On 26 September 2002, the Supreme Court defined the assignment of receivables as the “replacement of the creditor with another person respect to the same credit, (and) implies a change of creditor, the new creditor having the same right as the previous one and the binding relationship remaining unchallenged”.

For understanding how this right operates, we must start from the unanimous case law of the Supreme Court (TS), which understands that the assignor and the assignee may freely agree an assignment of receivables (see STS 04/02/2016. Not surprisingly, article 1112 of the Civil Code sets forth that all rights acquired under an obligation are transferable subject to the laws, if not otherwise agreed”.

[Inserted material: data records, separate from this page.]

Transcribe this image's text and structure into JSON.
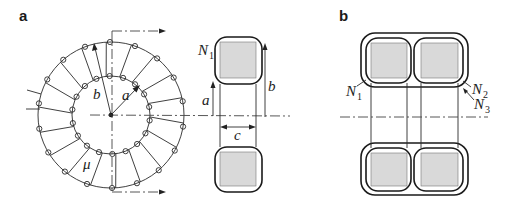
{
  "figure": {
    "panels": [
      {
        "id": "a",
        "label": "a",
        "toroid": {
          "center": [
            111,
            115
          ],
          "inner_radius": 39,
          "outer_radius": 73,
          "winding_count": 18,
          "labels": {
            "inner_radius": "a",
            "outer_radius": "b",
            "permeability": "μ"
          }
        },
        "cross_section": {
          "winding_label": "N",
          "winding_sub": "1",
          "dimension_labels": {
            "inner_radius": "a",
            "outer_radius": "b",
            "width": "c"
          }
        }
      },
      {
        "id": "b",
        "label": "b",
        "windings": [
          {
            "label": "N",
            "sub": "1"
          },
          {
            "label": "N",
            "sub": "2"
          },
          {
            "label": "N",
            "sub": "3"
          }
        ]
      }
    ],
    "colors": {
      "line": "#2a2a2a",
      "core_fill": "#d9d9d9",
      "background": "#ffffff"
    }
  }
}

Such precept provides for the assignment in its broadest sense, only regulating two exceptions to the free transfer of the credit: (i) the law may provide for otherwise or (ii) unless otherwise agreed (pactum non cedendo, concept that we will deal with below).

To these two exceptions, we must only add the prohibition to assign such receivables when the creditor may determine the characteristics of the provision, since they are personal and non-transferable rights. In this regard, we transcribe below the old Judgment of the Supreme Court, dated 8 October 1968: “For any rights acquired under an obligation to be transferable pursuant to that set forth in this article, not only must such rights belong to its holder on a private basis, but also the subjective modification implied by this legal figure must not be forbidden by any legal precept, or be opposed to the nature itself of the right questioned, which is the case, for example, of those rights arisen from legal custody, filiation, right to a name and, in general terms, those of a merely personal nature”.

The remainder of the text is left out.